(Collected data entries)
+ + + + + + +

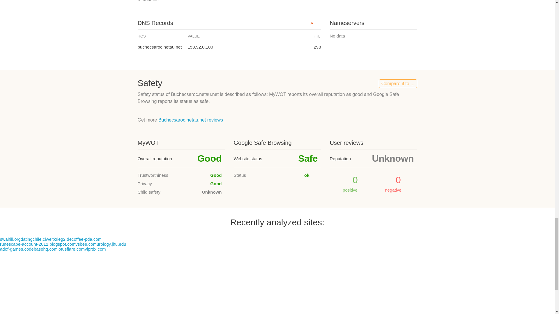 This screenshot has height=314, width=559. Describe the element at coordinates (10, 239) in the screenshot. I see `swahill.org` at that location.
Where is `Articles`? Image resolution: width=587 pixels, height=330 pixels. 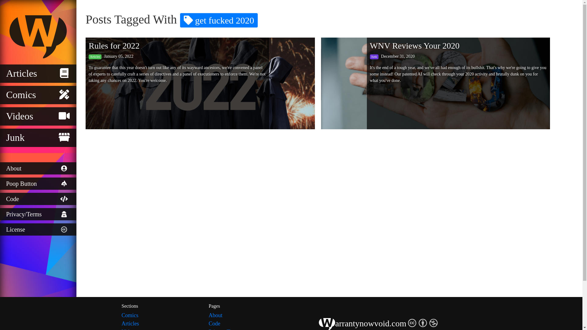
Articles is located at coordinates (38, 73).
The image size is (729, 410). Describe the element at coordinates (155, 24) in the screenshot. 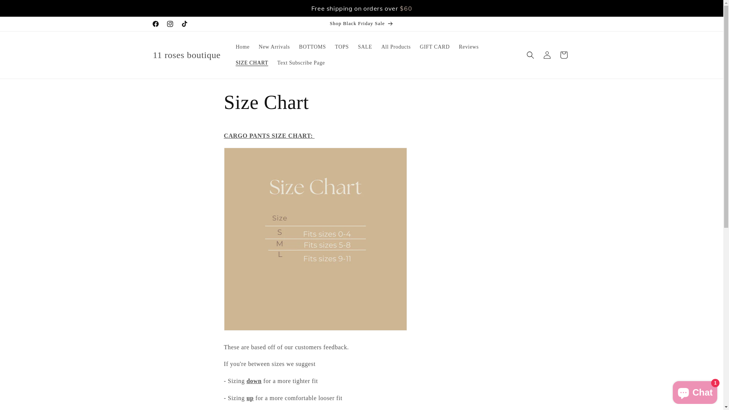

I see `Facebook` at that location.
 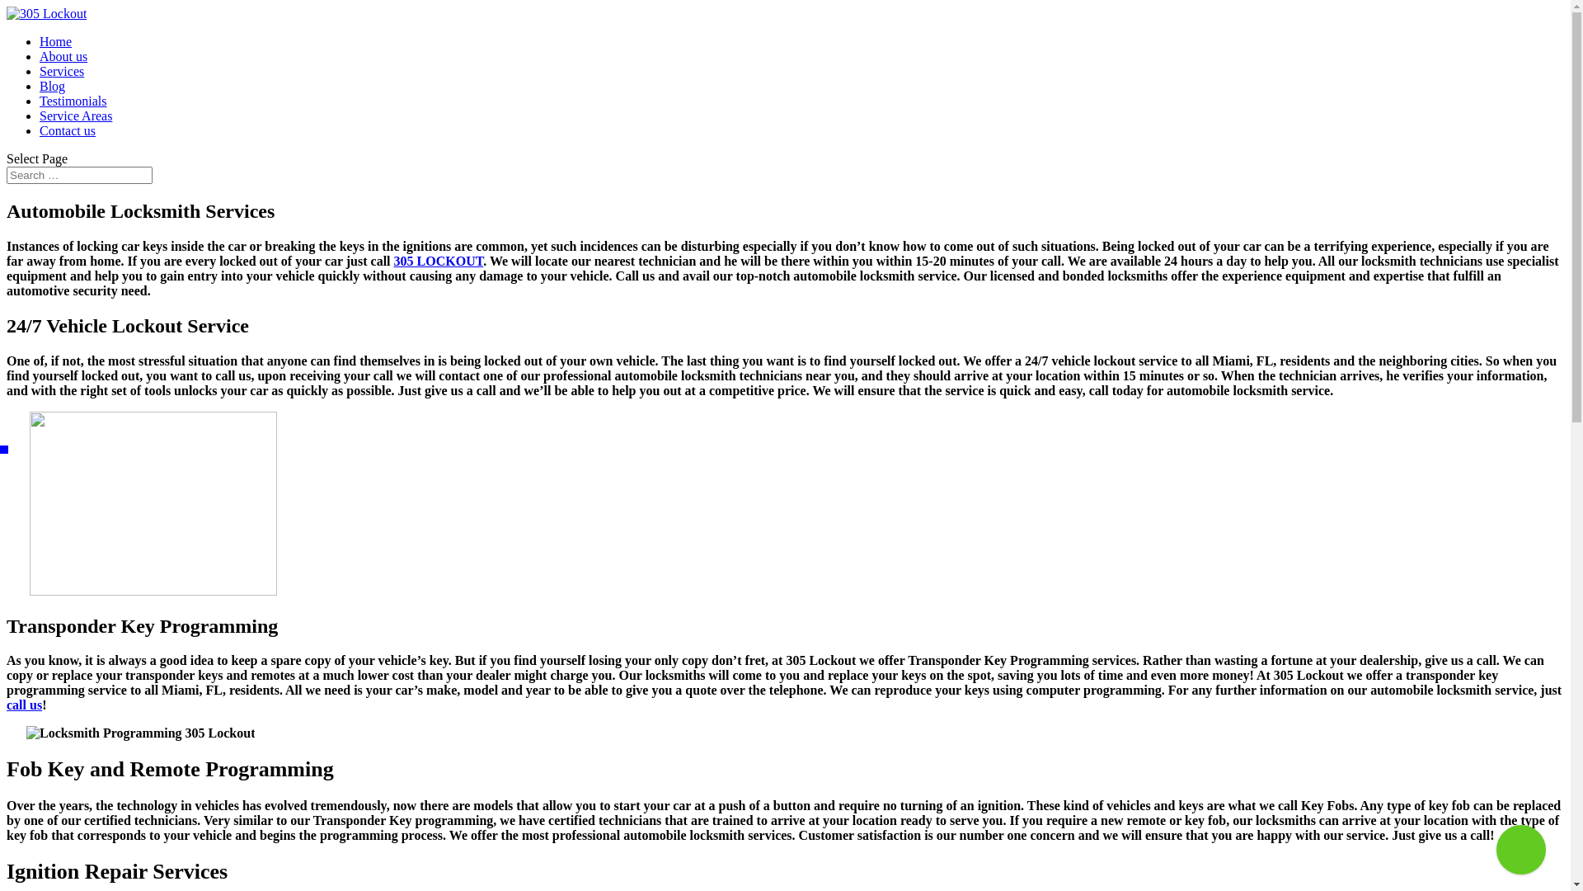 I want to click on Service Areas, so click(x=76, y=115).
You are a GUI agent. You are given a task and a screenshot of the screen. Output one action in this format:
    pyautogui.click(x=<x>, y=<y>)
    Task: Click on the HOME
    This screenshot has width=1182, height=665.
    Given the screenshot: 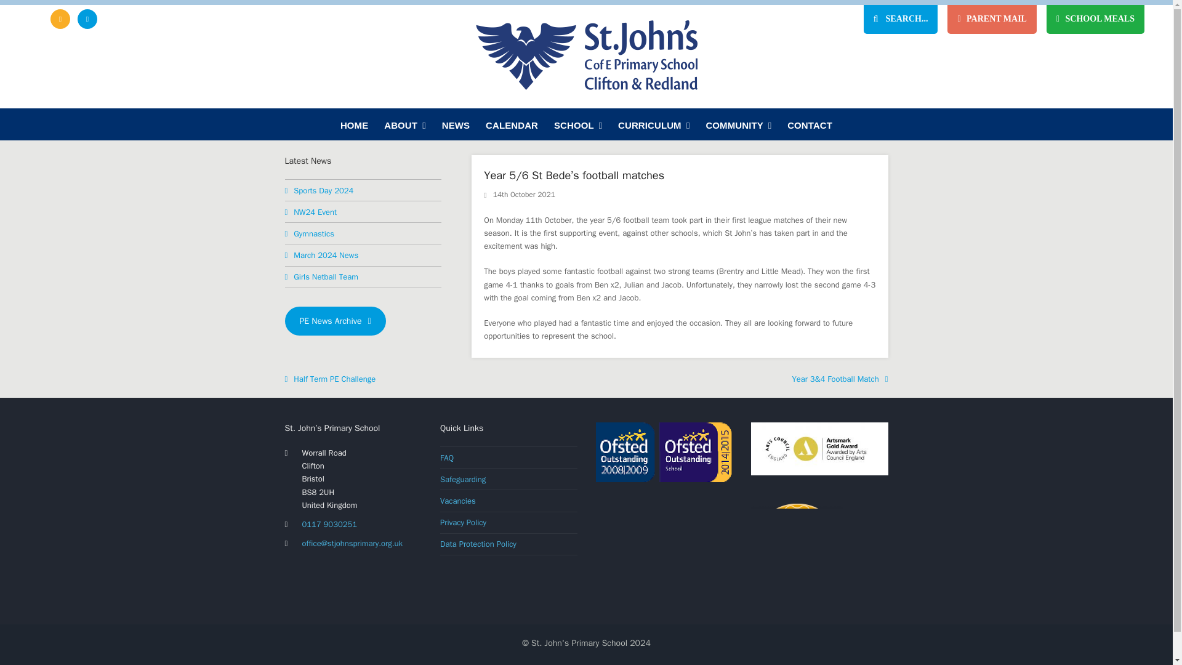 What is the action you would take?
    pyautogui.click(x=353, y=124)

+ + + + + + +

● Your assignment: Range to copy from the records above: the line containing "pixels, height=330 pixels." to the line containing "pyautogui.click(x=<x>, y=<y>)", both included. Output those lines exactly and only those, skipping pictures.

● Solution for this exercise:
Where is `Articles`? Image resolution: width=587 pixels, height=330 pixels. 
Articles is located at coordinates (38, 73).
The image size is (729, 410). Describe the element at coordinates (155, 24) in the screenshot. 

I see `Facebook` at that location.
  I want to click on Service Areas, so click(x=76, y=115).
You are a GUI agent. You are given a task and a screenshot of the screen. Output one action in this format:
    pyautogui.click(x=<x>, y=<y>)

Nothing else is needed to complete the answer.